Wikinvest Wire

Monday, November 14, 2005

FUNDX

In response to my post the other day about a fund of ETFs I had a comment left about a fund and fund company that I hadn't heard of before, FundX Upgrader Funds.

According to the home page it looks like they have five funds;
  1. Upgrader Fund (FUNDX)
  2. Aggressive Upgrader Fund (HOTFX)
  3. Conservative Upgrader Fund (RELAX)
  4. Flexible Income Fund (INCMX)
  5. Stock Upgrader Fund (STOCX)
STOCX looks like its brand new so I'll leave that out of the rest of the post.

The marketing department is very clever, those are great ticker symbols (not being sarcastic).

The funds are a blend of other open end funds and ETFs. I saw no CEFs in any of the funds. The returns for all four have been very good in terms of the funds doing what they are supposed to do. Morningstar gives FUNDX and HOTFX three stars, RELAX gets four stars and INCMX gets five stars.

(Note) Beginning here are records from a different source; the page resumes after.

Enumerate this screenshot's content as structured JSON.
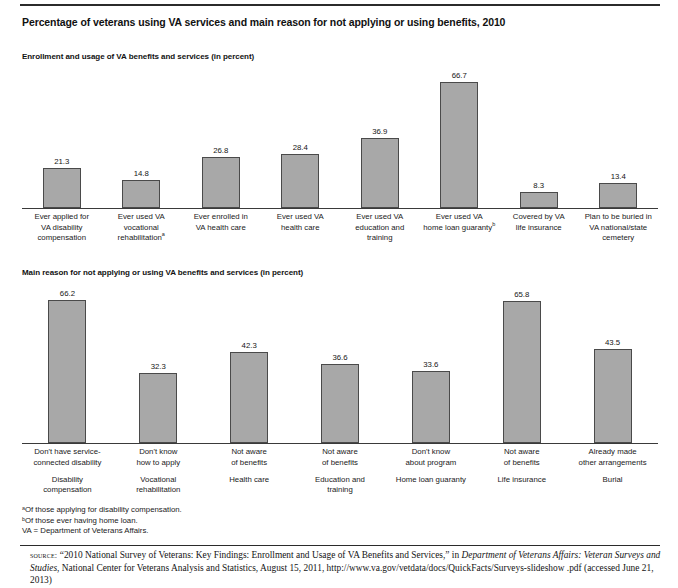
{
  "title": "Percentage of veterans using VA services and main reason for not applying or using benefits, 2010",
  "sections": {
    "one_head": "Enrollment and usage of VA benefits and services (in percent)",
    "two_head": "Main reason for not applying or using VA benefits and services (in percent)"
  },
  "footnotes": {
    "a": "ᵃOf those applying for disability compensation.",
    "b": "ᵇOf those ever having home loan.",
    "va": "VA = Department of Veterans Affairs."
  },
  "source": {
    "label": "source:",
    "part1": " “2010 National Survey of Veterans: Key Findings: Enrollment and Usage of VA Benefits and Services,” in ",
    "italic1": "Department of Veterans Affairs: Veteran Surveys and Studies",
    "part2": ", National Center for Veterans Analysis and Statistics, August 15, 2011, http://www.va.gov/vetdata/docs/QuickFacts/Surveys-slideshow .pdf (accessed June 21, 2013)"
  },
  "chart_data": [
    {
      "type": "bar",
      "title": "Enrollment and usage of VA benefits and services (in percent)",
      "xlabel": "",
      "ylabel": "Percent",
      "ylim": [
        0,
        70
      ],
      "grid": false,
      "legend": "none",
      "categories": [
        "Ever applied for VA disability compensation",
        "Ever used VA vocational rehabilitationᵃ",
        "Ever enrolled in VA health care",
        "Ever used VA health care",
        "Ever used VA education and training",
        "Ever used VA home loan guarantyᵇ",
        "Covered by VA life insurance",
        "Plan to be buried in VA national/state cemetery"
      ],
      "category_lines": [
        [
          "Ever applied for",
          "VA disability",
          "compensation"
        ],
        [
          "Ever used VA",
          "vocational",
          "rehabilitation"
        ],
        [
          "Ever enrolled in",
          "VA health care"
        ],
        [
          "Ever used VA",
          "health care"
        ],
        [
          "Ever used VA",
          "education and",
          "training"
        ],
        [
          "Ever used VA",
          "home loan guaranty"
        ],
        [
          "Covered by VA",
          "life insurance"
        ],
        [
          "Plan to be buried in",
          "VA national/state",
          "cemetery"
        ]
      ],
      "footnote_marks": [
        "",
        "a",
        "",
        "",
        "",
        "b",
        "",
        ""
      ],
      "values": [
        21.3,
        14.8,
        26.8,
        28.4,
        36.9,
        66.7,
        8.3,
        13.4
      ],
      "value_labels": [
        "21.3",
        "14.8",
        "26.8",
        "28.4",
        "36.9",
        "66.7",
        "8.3",
        "13.4"
      ]
    },
    {
      "type": "bar",
      "title": "Main reason for not applying or using VA benefits and services (in percent)",
      "xlabel": "",
      "ylabel": "Percent",
      "ylim": [
        0,
        70
      ],
      "grid": false,
      "legend": "none",
      "categories": [
        "Don't have service-connected disability",
        "Don't know how to apply",
        "Not aware of benefits",
        "Not aware of benefits",
        "Don't know about program",
        "Not aware of benefits",
        "Already made other arrangements"
      ],
      "category_lines": [
        [
          "Don't have service-",
          "connected disability"
        ],
        [
          "Don't know",
          "how to apply"
        ],
        [
          "Not aware",
          "of benefits"
        ],
        [
          "Not aware",
          "of benefits"
        ],
        [
          "Don't know",
          "about program"
        ],
        [
          "Not aware",
          "of benefits"
        ],
        [
          "Already made",
          "other arrangements"
        ]
      ],
      "subcategories": [
        [
          "Disability",
          "compensation"
        ],
        [
          "Vocational",
          "rehabilitation"
        ],
        [
          "Health care"
        ],
        [
          "Education and",
          "training"
        ],
        [
          "Home loan guaranty"
        ],
        [
          "Life insurance"
        ],
        [
          "Burial"
        ]
      ],
      "values": [
        66.2,
        32.3,
        42.3,
        36.6,
        33.6,
        65.8,
        43.5
      ],
      "value_labels": [
        "66.2",
        "32.3",
        "42.3",
        "36.6",
        "33.6",
        "65.8",
        "43.5"
      ]
    }
  ],
  "style": {
    "bar_fill": "#a8a8a8",
    "bar_border": "#4a4a4a",
    "rule": "#2b2b2b"
  }
}
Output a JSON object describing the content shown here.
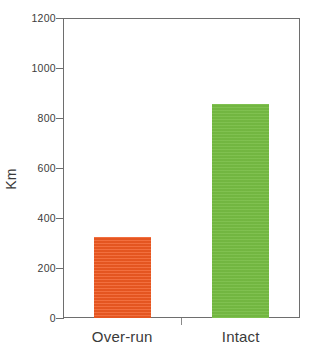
{
  "chart_data": {
    "type": "bar",
    "title": "",
    "subtitle": "",
    "xlabel": "",
    "ylabel": "Km",
    "categories": [
      "Over-run",
      "Intact"
    ],
    "values": [
      325,
      855
    ],
    "series": [
      {
        "name": "Km",
        "values": [
          325,
          855
        ],
        "colors": [
          "#f05a22",
          "#76bc43"
        ]
      }
    ],
    "ylim": [
      0,
      1200
    ],
    "ytick_values": [
      0,
      200,
      400,
      600,
      800,
      1000,
      1200
    ],
    "ytick_labels": [
      "0",
      "200",
      "400",
      "600",
      "800",
      "1000",
      "1200"
    ],
    "grid": false,
    "legend": null,
    "legend_position": "none",
    "frame": true,
    "bar_colors": {
      "over_run": "#f05a22",
      "intact": "#76bc43"
    },
    "axis_color": "#6e6e6e",
    "text_color": "#3a3a3a",
    "background": "#ffffff",
    "annotations": []
  }
}
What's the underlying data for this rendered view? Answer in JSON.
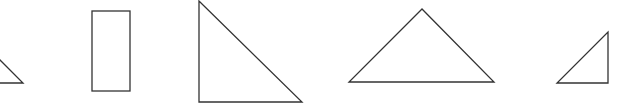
{
  "diagram": {
    "background": "#ffffff",
    "stroke_color": "#333333",
    "shapes": [
      {
        "id": "shape-1",
        "type": "triangle",
        "points": "-20,60 0,60 23,83 -20,83",
        "draw": "0,60 23,83 0,83"
      },
      {
        "id": "shape-2",
        "type": "rectangle",
        "x": 92,
        "y": 11,
        "width": 38,
        "height": 80
      },
      {
        "id": "shape-3",
        "type": "right-triangle",
        "points": "199,1 199,102 302,102"
      },
      {
        "id": "shape-4",
        "type": "triangle",
        "points": "422,9 349,82 494,82"
      },
      {
        "id": "shape-5",
        "type": "right-triangle",
        "points": "557,83 608,83 608,32"
      }
    ]
  }
}
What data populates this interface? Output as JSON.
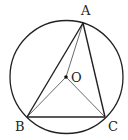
{
  "diagram": {
    "type": "geometry",
    "circle": {
      "center": "O",
      "cx": 66.5,
      "cy": 77,
      "r": 56.5
    },
    "points": {
      "A": {
        "label": "A",
        "x": 83,
        "y": 23,
        "lx": 81,
        "ly": 15
      },
      "B": {
        "label": "B",
        "x": 27,
        "y": 117,
        "lx": 15,
        "ly": 131
      },
      "C": {
        "label": "C",
        "x": 105,
        "y": 117,
        "lx": 108,
        "ly": 131
      },
      "O": {
        "label": "O",
        "x": 66,
        "y": 77,
        "lx": 71,
        "ly": 82
      }
    },
    "segments": [
      {
        "from": "A",
        "to": "B",
        "weight": "bold"
      },
      {
        "from": "B",
        "to": "C",
        "weight": "bold"
      },
      {
        "from": "C",
        "to": "A",
        "weight": "bold"
      },
      {
        "from": "O",
        "to": "A",
        "weight": "thin"
      },
      {
        "from": "O",
        "to": "B",
        "weight": "thin"
      },
      {
        "from": "O",
        "to": "C",
        "weight": "thin"
      }
    ],
    "colors": {
      "stroke": "#222222",
      "background": "#ffffff"
    }
  }
}
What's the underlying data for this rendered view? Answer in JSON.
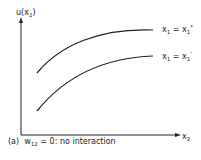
{
  "diagram": {
    "y_axis_label": {
      "base": "u(x",
      "sub": "2",
      "close": ")"
    },
    "x_axis_label": {
      "base": "x",
      "sub": "2"
    },
    "curves": [
      {
        "name": "upper",
        "label": {
          "var": "x",
          "var_sub": "1",
          "eq": " = ",
          "val": "x",
          "val_sub": "1",
          "val_sup": "*"
        }
      },
      {
        "name": "lower",
        "label": {
          "var": "x",
          "var_sub": "1",
          "eq": " = ",
          "val": "x",
          "val_sub": "1",
          "val_sup": "'"
        }
      }
    ],
    "caption": {
      "prefix": "(a)",
      "w": "w",
      "w_sub": "12",
      "rest": " = 0: no interaction"
    }
  }
}
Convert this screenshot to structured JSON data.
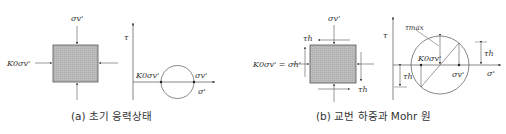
{
  "panel_a": {
    "caption": "(a) 초기 응력상태",
    "element": {
      "top_load_label": "σv'",
      "side_load_label": "K0σv'"
    },
    "mohr": {
      "tau_axis_label": "τ",
      "sigma_axis_label": "σ'",
      "left_point_label": "K0σv'",
      "right_point_label": "σv'"
    }
  },
  "panel_b": {
    "caption": "(b) 교번 하중과 Mohr 원",
    "element": {
      "top_load_label": "σv'",
      "side_load_label": "K0σv' = σh'",
      "shear_label_top": "τh",
      "shear_label_bottom": "τh"
    },
    "mohr": {
      "tau_axis_label": "τ",
      "sigma_axis_label": "σ'",
      "tau_max_label": "τmax",
      "left_point_label": "K0σv'",
      "right_point_label": "σv'",
      "tau_h_right_label": "τh",
      "tau_h_left_label": "τh"
    }
  },
  "colors": {
    "line": "#555555",
    "fill": "#b8b8b8",
    "text": "#333333"
  }
}
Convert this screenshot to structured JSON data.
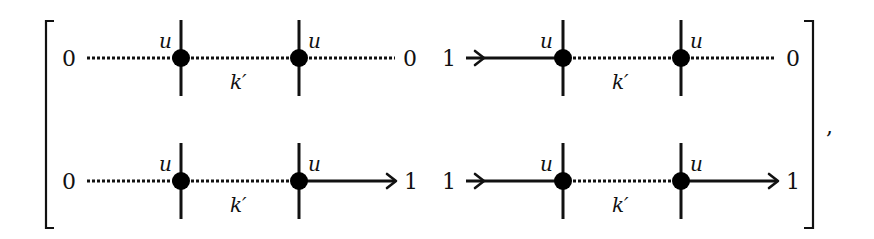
{
  "matrix": {
    "delimiter_left": "[",
    "delimiter_right": "]",
    "trailing_punctuation": ",",
    "cells": [
      {
        "row": 0,
        "col": 0,
        "left_label": "0",
        "right_label": "0",
        "vertex_labels": [
          "u",
          "u"
        ],
        "middle_label": "k′",
        "segments": [
          "dotted",
          "dotted",
          "dotted"
        ],
        "left_arrow": false,
        "right_arrow": false
      },
      {
        "row": 0,
        "col": 1,
        "left_label": "1",
        "right_label": "0",
        "vertex_labels": [
          "u",
          "u"
        ],
        "middle_label": "k′",
        "segments": [
          "solid",
          "dotted",
          "dotted"
        ],
        "left_arrow": true,
        "right_arrow": false
      },
      {
        "row": 1,
        "col": 0,
        "left_label": "0",
        "right_label": "1",
        "vertex_labels": [
          "u",
          "u"
        ],
        "middle_label": "k′",
        "segments": [
          "dotted",
          "dotted",
          "solid"
        ],
        "left_arrow": false,
        "right_arrow": true
      },
      {
        "row": 1,
        "col": 1,
        "left_label": "1",
        "right_label": "1",
        "vertex_labels": [
          "u",
          "u"
        ],
        "middle_label": "k′",
        "segments": [
          "solid",
          "dotted",
          "solid"
        ],
        "left_arrow": true,
        "right_arrow": true
      }
    ]
  }
}
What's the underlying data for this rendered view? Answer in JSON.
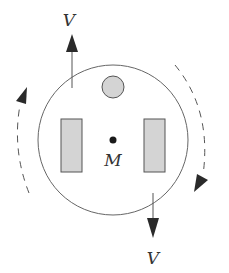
{
  "diagram": {
    "type": "rotating-disk-diagram",
    "labels": {
      "top_velocity": "V",
      "bottom_velocity": "V",
      "center": "M"
    },
    "elements": {
      "disk": {
        "cx": 113,
        "cy": 140,
        "r": 75
      },
      "small_circle": {
        "cx": 113,
        "cy": 87,
        "r": 11
      },
      "left_block": {
        "x": 61,
        "y": 119,
        "w": 21,
        "h": 53
      },
      "right_block": {
        "x": 144,
        "y": 119,
        "w": 21,
        "h": 53
      },
      "center_dot": {
        "cx": 113,
        "cy": 140,
        "r": 3.5
      }
    },
    "colors": {
      "stroke": "#555555",
      "fill_gray": "#d4d4d4",
      "arrow": "#2a2a2a",
      "text": "#333333"
    },
    "rotation": "clockwise"
  }
}
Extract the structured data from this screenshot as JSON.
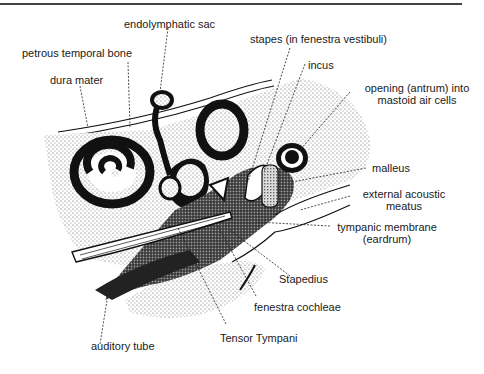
{
  "figure": {
    "labels": {
      "endolymphatic_sac": "endolymphatic sac",
      "petrous_temporal_bone": "petrous temporal bone",
      "dura_mater": "dura mater",
      "stapes": "stapes (in fenestra vestibuli)",
      "incus": "incus",
      "antrum_line1": "opening (antrum) into",
      "antrum_line2": "mastoid air cells",
      "malleus": "malleus",
      "external_meatus_line1": "external acoustic",
      "external_meatus_line2": "meatus",
      "tympanic_line1": "tympanic membrane",
      "tympanic_line2": "(eardrum)",
      "stapedius": "Stapedius",
      "fenestra_cochleae": "fenestra cochleae",
      "tensor_tympani": "Tensor Tympani",
      "auditory_tube": "auditory tube"
    },
    "colors": {
      "ink": "#111111",
      "stipple": "#8a8a8a",
      "paper": "#ffffff"
    }
  }
}
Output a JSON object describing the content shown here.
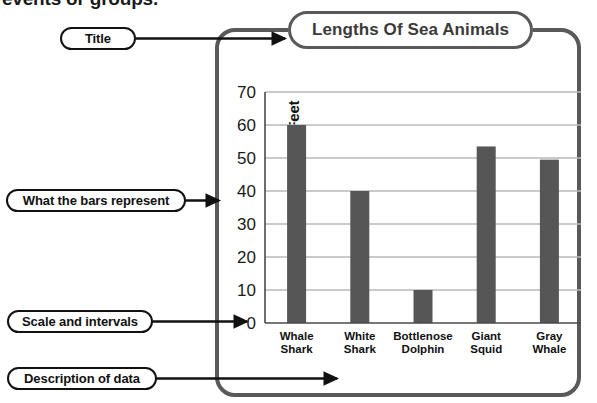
{
  "page": {
    "cutoff_text": "events or groups."
  },
  "chart_title_box": {
    "label": "Lengths Of Sea Animals"
  },
  "callouts": [
    {
      "id": "title",
      "label": "Title"
    },
    {
      "id": "bars",
      "label": "What the bars represent"
    },
    {
      "id": "scale",
      "label": "Scale and intervals"
    },
    {
      "id": "description",
      "label": "Description of data"
    }
  ],
  "axis": {
    "x_label": "Animal",
    "y_label": "Length in Feet"
  },
  "colors": {
    "bar": "#565656",
    "frame": "#595959",
    "callout_border": "#111111",
    "gridline": "#b8b8b8",
    "axis": "#4a4a4a",
    "title_text": "#3a3a3a"
  },
  "chart_data": {
    "type": "bar",
    "title": "Lengths Of Sea Animals",
    "xlabel": "Animal",
    "ylabel": "Length in Feet",
    "categories": [
      "Whale Shark",
      "White Shark",
      "Bottlenose Dolphin",
      "Giant Squid",
      "Gray Whale"
    ],
    "category_lines": [
      [
        "Whale",
        "Shark"
      ],
      [
        "White",
        "Shark"
      ],
      [
        "Bottlenose",
        "Dolphin"
      ],
      [
        "Giant",
        "Squid"
      ],
      [
        "Gray",
        "Whale"
      ]
    ],
    "values": [
      60,
      40,
      10,
      53.5,
      49.5
    ],
    "ylim": [
      0,
      70
    ],
    "yticks": [
      0,
      10,
      20,
      30,
      40,
      50,
      60,
      70
    ],
    "ytick_labels": [
      "0",
      "10",
      "20",
      "30",
      "40",
      "50",
      "60",
      "70"
    ],
    "grid": true,
    "legend": null,
    "orientation": "vertical"
  }
}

What makes the rankings noteworthy is that these funds all look to be very expensive (as you might expect) with OERs in the mid and high twos, even the income fund. Morningstar places a lot of importance on fees. INCMX has five stars with a 2.41% expense. This is surprising to me.

I'm hard pressed to think a fund of funds is the best path but by and large the managers' approach does add risk adjusted value. There are plenty of drawbacks here and this type of thing gets written about a lot so I'll just leave it with a mostly positive post and say I will continue to watch these and see if I develop more of an opinion.

4 comments:

Kent said...

Here is more info on DAL Investments and FundX

http://moneycentral.msn.com/content/p28782.asp

joe said...

Not too many reviews on DAL Investments and FUNDX, but I did check it out with Hulbert's Financial Digest. It's been highly rated for the past 25 years. So although the funds may be expensive, they consistently make money.

mpasaa said...

I am trying out the Hulbert digest as I've heard great things about it. That said, while this No Load X thing seems to make sense the costs seem a bit high.

Guess the question is if these funds charge a high front end load and have very low fees does it compare to those that have no front end/back end loads but slightly higher fees such as the usual mgmt fees imposed by even the best fund family?

I'm still on the fence with regards to this strategy--makes sense--but is it really making that much more $$$??

Regards

Roger Nusbaum said...

much more is the eye of the fund holder. This post is more than a year old and I have not looked at the fund since. I don't have much to say on them, sorry.